The heresy of explanation
Digby Anderson
THE FIVE BOOKS OF MOSES: A TRANSLATION WITH COMMENTARY by Robert Alter W. W. Norton, £34, pp. 1064, ISBN 0393019551 The Pentateuch belongs to all sorts of different people and I cannot speak for them and their needs, so I’ll stick with what I know. Most of my church friends rarely read the first five books of the Bible because they rarely read the Bible. They own Bibles, of course, several, maybe a Vulgate, a King James, a Revised Standard or even one of the more modern ones such as the Jerusalem. But they seldom open them; for a very good reason. They think it wiser to take their Scripture in short chunks edited and organised for them by authority. So they read it as presented in the Breviary or Prayer Book, in the various readings at Mass or in extracts followed by commentaries. They like their gin with plenty of ice and lots of tonic. The Bible itself, like neat, extra-strength Tanqueray, is just too strong. Some of them also doubt their ability to read it in the slow, reflective but concentrated way it requires.
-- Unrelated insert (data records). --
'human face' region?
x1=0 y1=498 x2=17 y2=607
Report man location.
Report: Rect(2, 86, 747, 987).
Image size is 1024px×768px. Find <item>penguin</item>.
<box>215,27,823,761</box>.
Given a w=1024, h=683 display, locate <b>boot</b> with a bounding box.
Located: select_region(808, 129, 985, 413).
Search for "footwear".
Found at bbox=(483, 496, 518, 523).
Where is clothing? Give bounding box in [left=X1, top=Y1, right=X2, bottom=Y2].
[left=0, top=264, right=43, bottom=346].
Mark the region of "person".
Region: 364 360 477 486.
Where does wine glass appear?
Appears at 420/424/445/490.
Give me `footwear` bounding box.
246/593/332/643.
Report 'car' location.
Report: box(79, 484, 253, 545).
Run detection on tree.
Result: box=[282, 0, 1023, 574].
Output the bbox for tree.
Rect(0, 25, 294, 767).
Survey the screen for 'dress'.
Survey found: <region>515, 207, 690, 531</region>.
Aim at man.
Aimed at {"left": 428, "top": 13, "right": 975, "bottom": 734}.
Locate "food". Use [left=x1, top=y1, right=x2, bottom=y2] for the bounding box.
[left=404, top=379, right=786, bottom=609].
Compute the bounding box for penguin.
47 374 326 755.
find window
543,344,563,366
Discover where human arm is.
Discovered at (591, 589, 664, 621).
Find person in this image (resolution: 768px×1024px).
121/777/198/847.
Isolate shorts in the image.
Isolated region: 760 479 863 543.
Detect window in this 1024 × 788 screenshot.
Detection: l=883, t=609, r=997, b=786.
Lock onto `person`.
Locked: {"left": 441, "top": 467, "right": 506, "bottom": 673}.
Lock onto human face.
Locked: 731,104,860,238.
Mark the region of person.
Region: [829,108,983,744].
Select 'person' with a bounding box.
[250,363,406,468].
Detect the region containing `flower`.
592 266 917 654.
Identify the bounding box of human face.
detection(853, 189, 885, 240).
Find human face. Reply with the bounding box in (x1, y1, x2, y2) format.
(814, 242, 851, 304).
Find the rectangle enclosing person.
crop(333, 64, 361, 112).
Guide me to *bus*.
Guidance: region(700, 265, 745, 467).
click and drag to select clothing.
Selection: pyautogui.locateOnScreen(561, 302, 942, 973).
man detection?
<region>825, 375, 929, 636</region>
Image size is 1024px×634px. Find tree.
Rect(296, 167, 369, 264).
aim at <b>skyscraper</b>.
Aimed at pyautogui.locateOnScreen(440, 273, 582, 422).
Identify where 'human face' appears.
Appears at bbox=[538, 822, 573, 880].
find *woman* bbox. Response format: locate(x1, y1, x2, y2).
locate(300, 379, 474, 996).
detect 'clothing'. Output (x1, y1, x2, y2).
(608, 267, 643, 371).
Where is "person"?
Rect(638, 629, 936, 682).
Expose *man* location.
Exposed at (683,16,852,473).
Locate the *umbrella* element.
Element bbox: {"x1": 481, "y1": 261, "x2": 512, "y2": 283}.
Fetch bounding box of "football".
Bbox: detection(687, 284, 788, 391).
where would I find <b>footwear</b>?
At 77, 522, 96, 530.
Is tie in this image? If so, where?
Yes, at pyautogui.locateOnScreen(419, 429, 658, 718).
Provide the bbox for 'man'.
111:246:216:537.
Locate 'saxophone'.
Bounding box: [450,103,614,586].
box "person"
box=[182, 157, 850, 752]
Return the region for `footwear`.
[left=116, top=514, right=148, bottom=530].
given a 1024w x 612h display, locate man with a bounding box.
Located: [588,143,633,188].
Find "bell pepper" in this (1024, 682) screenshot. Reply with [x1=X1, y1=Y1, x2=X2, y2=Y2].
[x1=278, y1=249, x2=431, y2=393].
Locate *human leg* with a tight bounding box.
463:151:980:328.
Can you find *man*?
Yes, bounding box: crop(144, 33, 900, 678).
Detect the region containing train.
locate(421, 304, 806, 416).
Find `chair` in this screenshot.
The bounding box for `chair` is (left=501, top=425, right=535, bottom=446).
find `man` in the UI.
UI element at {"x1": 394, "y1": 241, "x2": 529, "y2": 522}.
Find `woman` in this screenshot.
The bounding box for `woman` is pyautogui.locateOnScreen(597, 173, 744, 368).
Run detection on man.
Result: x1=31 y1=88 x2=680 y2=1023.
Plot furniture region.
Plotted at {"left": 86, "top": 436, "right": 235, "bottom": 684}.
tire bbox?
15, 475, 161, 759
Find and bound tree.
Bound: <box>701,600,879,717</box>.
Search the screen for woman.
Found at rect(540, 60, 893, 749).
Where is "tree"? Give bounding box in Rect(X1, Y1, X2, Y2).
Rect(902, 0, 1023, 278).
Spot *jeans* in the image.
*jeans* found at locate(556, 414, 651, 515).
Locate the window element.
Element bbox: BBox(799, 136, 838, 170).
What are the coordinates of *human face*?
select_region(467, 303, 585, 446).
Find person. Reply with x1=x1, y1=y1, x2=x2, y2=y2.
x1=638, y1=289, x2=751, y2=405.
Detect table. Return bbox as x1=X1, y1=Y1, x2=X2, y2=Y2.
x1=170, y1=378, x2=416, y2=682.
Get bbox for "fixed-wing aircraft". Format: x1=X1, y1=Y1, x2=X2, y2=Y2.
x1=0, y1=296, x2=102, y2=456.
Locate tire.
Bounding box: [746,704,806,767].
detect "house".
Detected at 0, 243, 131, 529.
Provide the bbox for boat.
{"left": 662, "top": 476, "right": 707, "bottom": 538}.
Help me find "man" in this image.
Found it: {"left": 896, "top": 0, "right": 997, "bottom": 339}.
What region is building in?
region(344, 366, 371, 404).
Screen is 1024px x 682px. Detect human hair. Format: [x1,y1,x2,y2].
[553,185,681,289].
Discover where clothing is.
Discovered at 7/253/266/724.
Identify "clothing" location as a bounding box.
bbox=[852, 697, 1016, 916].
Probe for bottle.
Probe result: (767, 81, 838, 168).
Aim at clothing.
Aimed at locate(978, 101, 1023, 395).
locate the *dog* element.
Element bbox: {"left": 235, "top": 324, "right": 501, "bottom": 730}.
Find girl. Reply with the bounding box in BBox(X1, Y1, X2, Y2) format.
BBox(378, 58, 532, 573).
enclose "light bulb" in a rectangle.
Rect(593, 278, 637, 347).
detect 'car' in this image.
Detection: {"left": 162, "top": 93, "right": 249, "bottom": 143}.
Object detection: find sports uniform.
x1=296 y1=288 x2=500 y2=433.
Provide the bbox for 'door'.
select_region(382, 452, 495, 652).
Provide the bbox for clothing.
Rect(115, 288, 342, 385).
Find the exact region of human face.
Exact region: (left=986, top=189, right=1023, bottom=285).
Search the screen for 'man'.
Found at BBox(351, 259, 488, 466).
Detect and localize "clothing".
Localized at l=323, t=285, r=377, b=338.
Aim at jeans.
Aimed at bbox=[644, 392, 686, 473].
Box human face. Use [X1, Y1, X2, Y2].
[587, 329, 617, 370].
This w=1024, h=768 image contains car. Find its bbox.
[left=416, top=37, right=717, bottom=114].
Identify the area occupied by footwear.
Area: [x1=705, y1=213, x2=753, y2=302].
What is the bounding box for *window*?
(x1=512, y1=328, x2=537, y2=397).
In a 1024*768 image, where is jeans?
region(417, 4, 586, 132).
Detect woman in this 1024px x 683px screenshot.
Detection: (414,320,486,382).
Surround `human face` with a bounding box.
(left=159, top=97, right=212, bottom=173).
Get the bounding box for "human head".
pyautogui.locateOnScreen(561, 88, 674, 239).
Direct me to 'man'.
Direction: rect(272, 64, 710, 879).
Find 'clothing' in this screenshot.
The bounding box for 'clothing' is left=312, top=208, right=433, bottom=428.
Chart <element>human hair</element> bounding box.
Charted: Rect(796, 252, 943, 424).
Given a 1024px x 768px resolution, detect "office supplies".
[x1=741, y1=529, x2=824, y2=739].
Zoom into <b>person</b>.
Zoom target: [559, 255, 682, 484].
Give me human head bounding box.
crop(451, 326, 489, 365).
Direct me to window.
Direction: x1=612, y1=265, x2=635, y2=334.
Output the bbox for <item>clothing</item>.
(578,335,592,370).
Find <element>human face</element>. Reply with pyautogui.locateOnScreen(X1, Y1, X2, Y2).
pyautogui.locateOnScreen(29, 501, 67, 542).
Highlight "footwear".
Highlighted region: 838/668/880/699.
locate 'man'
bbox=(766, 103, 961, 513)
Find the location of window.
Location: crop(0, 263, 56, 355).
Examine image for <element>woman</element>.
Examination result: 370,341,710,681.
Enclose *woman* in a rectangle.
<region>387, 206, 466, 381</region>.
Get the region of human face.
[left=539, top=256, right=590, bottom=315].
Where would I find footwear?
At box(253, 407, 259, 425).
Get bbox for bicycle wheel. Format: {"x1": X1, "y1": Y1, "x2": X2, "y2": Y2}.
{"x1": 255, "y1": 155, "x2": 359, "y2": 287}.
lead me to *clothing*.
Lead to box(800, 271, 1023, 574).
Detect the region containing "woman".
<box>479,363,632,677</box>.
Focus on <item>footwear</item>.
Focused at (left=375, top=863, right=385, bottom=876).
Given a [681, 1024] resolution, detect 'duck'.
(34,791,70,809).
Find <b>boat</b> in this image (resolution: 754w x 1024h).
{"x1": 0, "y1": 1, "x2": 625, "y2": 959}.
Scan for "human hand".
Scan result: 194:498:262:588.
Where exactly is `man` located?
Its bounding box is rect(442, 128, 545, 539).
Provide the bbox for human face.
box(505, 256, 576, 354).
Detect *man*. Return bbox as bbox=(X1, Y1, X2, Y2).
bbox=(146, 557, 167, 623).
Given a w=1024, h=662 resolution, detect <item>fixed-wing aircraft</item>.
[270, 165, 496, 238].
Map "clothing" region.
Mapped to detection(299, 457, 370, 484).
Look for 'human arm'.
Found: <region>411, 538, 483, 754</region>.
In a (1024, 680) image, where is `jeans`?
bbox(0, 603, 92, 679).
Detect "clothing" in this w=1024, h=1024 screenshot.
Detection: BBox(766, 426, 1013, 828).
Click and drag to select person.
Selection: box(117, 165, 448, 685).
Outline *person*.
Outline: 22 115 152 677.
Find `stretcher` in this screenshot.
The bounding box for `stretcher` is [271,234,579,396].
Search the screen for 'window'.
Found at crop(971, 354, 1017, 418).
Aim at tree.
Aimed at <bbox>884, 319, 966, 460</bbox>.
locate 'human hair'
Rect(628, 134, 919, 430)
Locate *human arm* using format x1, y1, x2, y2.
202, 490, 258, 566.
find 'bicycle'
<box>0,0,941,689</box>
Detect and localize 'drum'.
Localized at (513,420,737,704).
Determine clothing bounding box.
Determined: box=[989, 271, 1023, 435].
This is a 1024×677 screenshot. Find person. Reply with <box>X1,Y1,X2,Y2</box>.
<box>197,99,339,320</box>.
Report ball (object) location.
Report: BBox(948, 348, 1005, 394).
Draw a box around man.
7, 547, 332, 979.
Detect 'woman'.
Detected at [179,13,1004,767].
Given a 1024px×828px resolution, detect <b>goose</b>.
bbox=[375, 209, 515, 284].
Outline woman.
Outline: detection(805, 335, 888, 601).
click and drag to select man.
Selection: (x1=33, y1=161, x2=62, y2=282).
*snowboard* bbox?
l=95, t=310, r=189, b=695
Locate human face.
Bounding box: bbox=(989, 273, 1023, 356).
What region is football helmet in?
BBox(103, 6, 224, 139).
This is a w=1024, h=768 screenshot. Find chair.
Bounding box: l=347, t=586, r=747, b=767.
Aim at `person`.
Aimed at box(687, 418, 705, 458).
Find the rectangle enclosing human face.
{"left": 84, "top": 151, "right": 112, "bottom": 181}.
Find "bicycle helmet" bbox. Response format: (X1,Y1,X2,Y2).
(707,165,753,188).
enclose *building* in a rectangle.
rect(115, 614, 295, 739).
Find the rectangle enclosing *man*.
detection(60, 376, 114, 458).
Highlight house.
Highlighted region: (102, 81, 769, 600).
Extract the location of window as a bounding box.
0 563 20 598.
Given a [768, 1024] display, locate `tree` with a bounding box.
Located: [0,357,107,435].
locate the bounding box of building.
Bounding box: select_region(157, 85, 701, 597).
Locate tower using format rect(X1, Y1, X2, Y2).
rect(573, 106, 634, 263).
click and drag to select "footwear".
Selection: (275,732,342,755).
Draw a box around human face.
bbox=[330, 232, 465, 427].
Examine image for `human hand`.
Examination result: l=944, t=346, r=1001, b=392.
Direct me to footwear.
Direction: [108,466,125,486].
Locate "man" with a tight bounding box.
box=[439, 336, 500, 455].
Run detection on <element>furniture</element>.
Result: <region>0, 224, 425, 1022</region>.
I think they are too careful but partly right. In the best translation, it is overwhelming stuff both religiously and aesthetically. But they don’t have to avoid it altogether. Approached in the right frame of mind and at the most a chapter at a time, it is an extraordinary experience. Judging from past new translations, such events seem at least initially to send people back to their Bibles. Certainly sales increase. But rarely have these new translations given the overwhelming experience. Their fault, apart from limp prose, says Alter in his introduction, is ‘the heresy of explanation’. When accurate translation produces a word or phrase that the translators feel is strange or ‘inaccessible’ to modern readers they adjust it so that it explains itself. The result is ‘a betrayal’ and, since strangeness is a quality of the Hebrew original, the translation places ‘readers at a grotesque distance from the distinctive literary experience of the Bible in its original language’. The sort of thing Alter has in mind in speaking of the heresy of explanation is the rendering of metaphors of body parts such as ‘hand’ by the function for which they stand e.g. power, control, responsibility. The substitution is needless — the meaning was clear anyway — and it subverts the literary integrity of the story in which it occurs where ‘hand’ is repeatedly used in a connected way. Another example is the substitution of offspring, heirs etc. for seed, which cuts a passage off from all the other ones where seed is used. This is spot on. I have never seen the wrongness of modern translation so precisely explained except perhaps in the Vatican’s recent and rather similar rebukes on the sloppy, vulgar and politically correct translations into English of the Missale Romanum. Enough; Alter’s book is worth buying for the introduction alone and for the notes which make up about 500 of the 1,000 pages..
And his translation? Alter argues that the translation closest to the original is, despite its many faults, the King James. His own reads quite closely to it with, I assume, a lot of corrected inaccuracies:
And the woman saw that the tree was good for eating and that it was lust to the eyes and the tree was lovely to look at, and she took of its fruit and ate, and she also gave to her man, and he ate. And the eyes of the two were opened, and they knew they were naked, and they sewed fig leaves and made themselves loincloths.
. . . And the Lord God said to the serpent, ‘Because you have done this, Cursed be you Of all cattle and all beasts of the field.
On your belly shall you go And dust shall you eat all the days of your life.
Enmity will I set between you and the woman, Between your seed and hers.’
A contemporary translator of the Iliad and the Odyssey, Robert Fagles, has praised Alter’s translation for ‘reanimating the King James version’ and for its cadenced gravity. You could not say either of those things about the New English Bible or Jerusalem. They are true of Alter. This translation will not only send people back to their Bibles but keep them going there, though not too often, mind you, and not lightly.